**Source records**
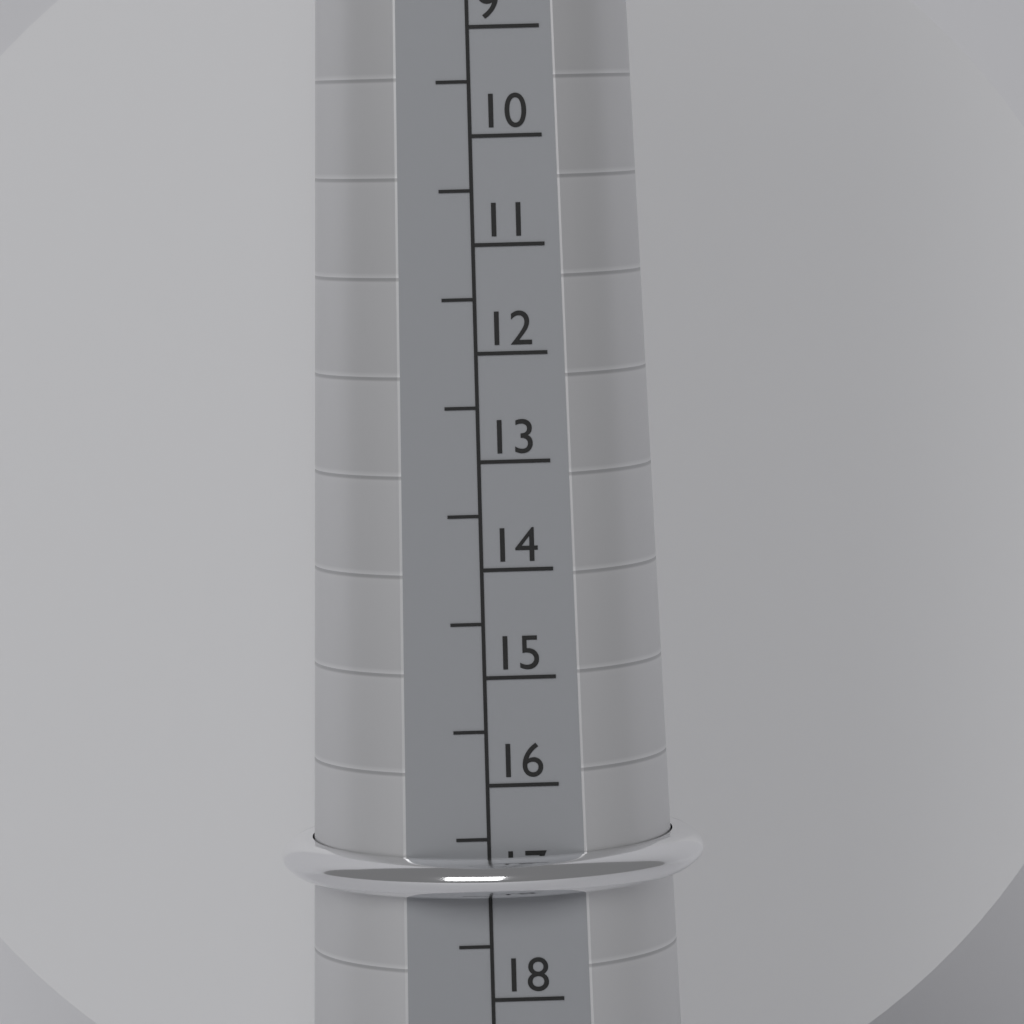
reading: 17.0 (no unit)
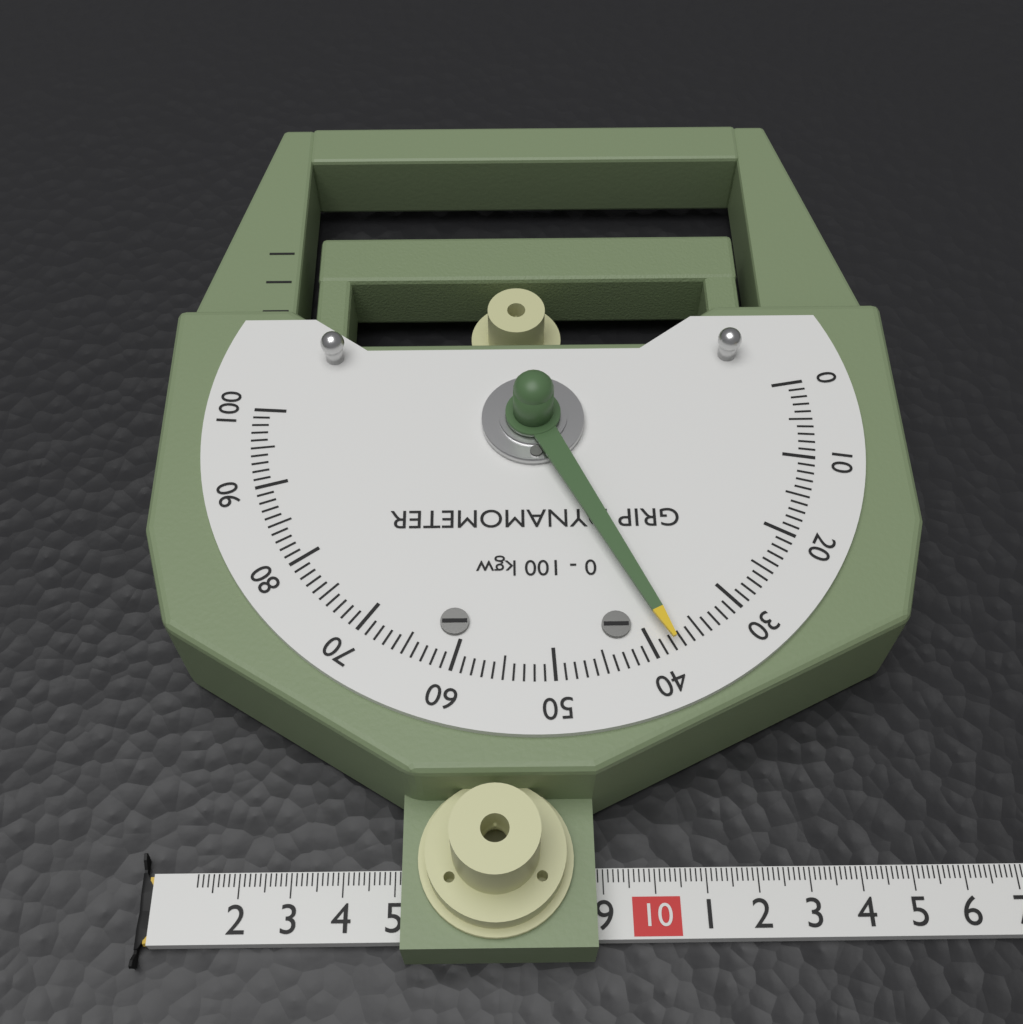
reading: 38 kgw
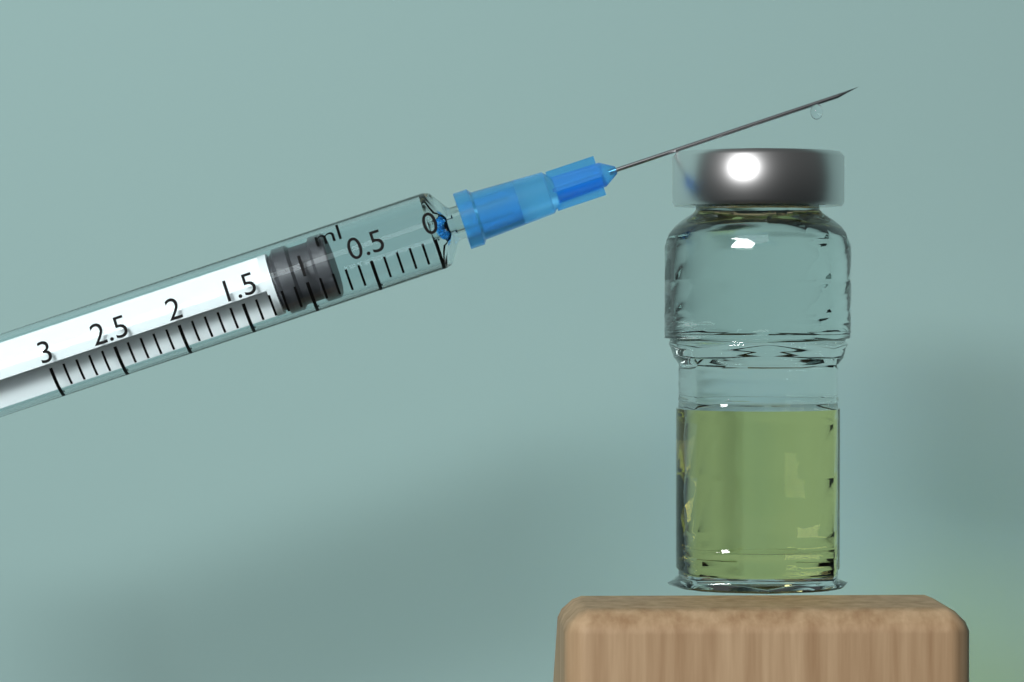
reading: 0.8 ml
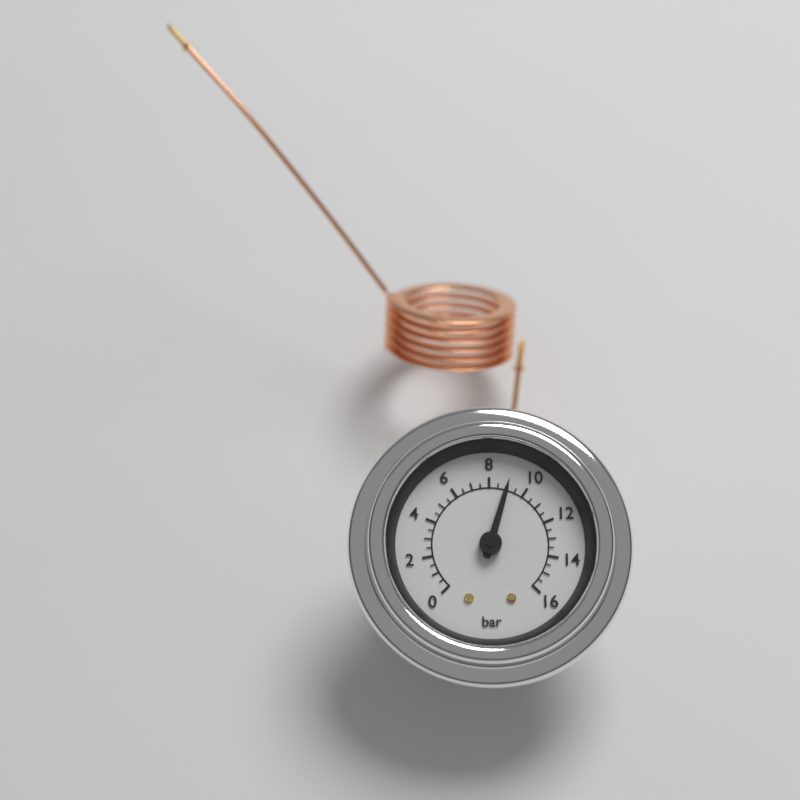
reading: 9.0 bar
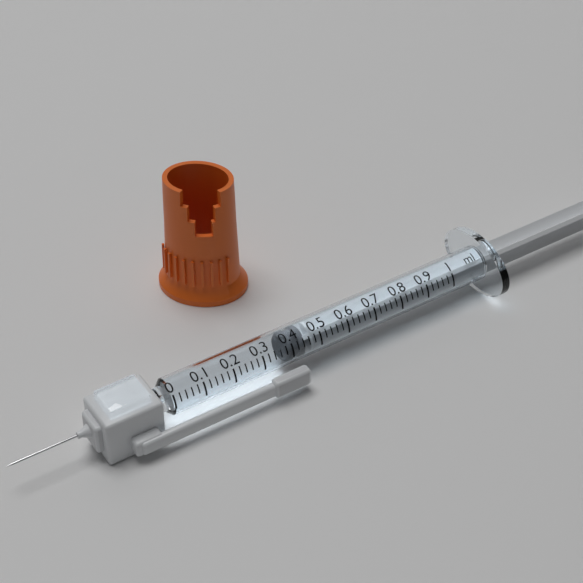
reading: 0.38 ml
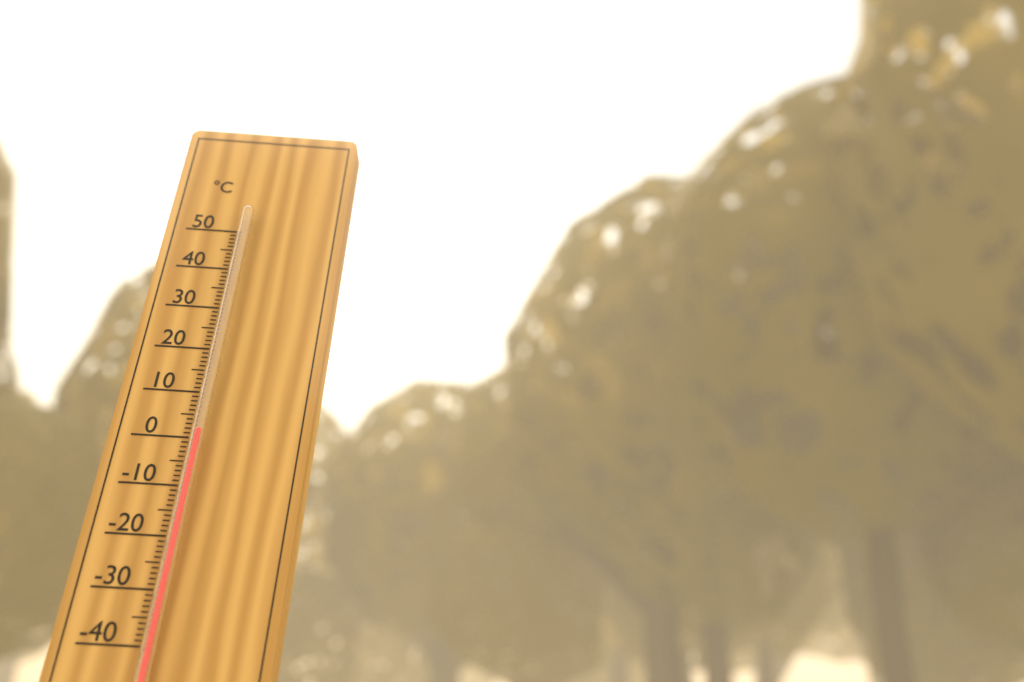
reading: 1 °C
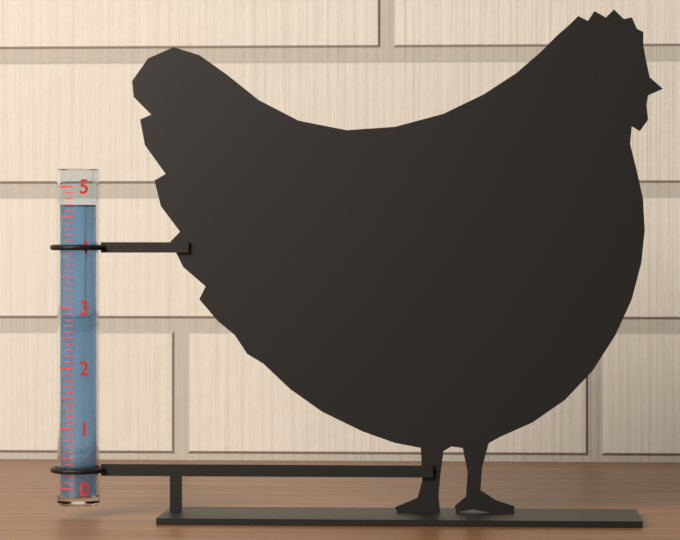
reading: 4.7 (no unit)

**ABOUT THIS EXERCISE**
Omit the pictures, then give every record back exactly as it stands.

**TASK SOLUTION**
reading: 17.0 (no unit)
reading: 38 kgw
reading: 0.8 ml
reading: 9.0 bar
reading: 0.38 ml
reading: 1 °C
reading: 4.7 (no unit)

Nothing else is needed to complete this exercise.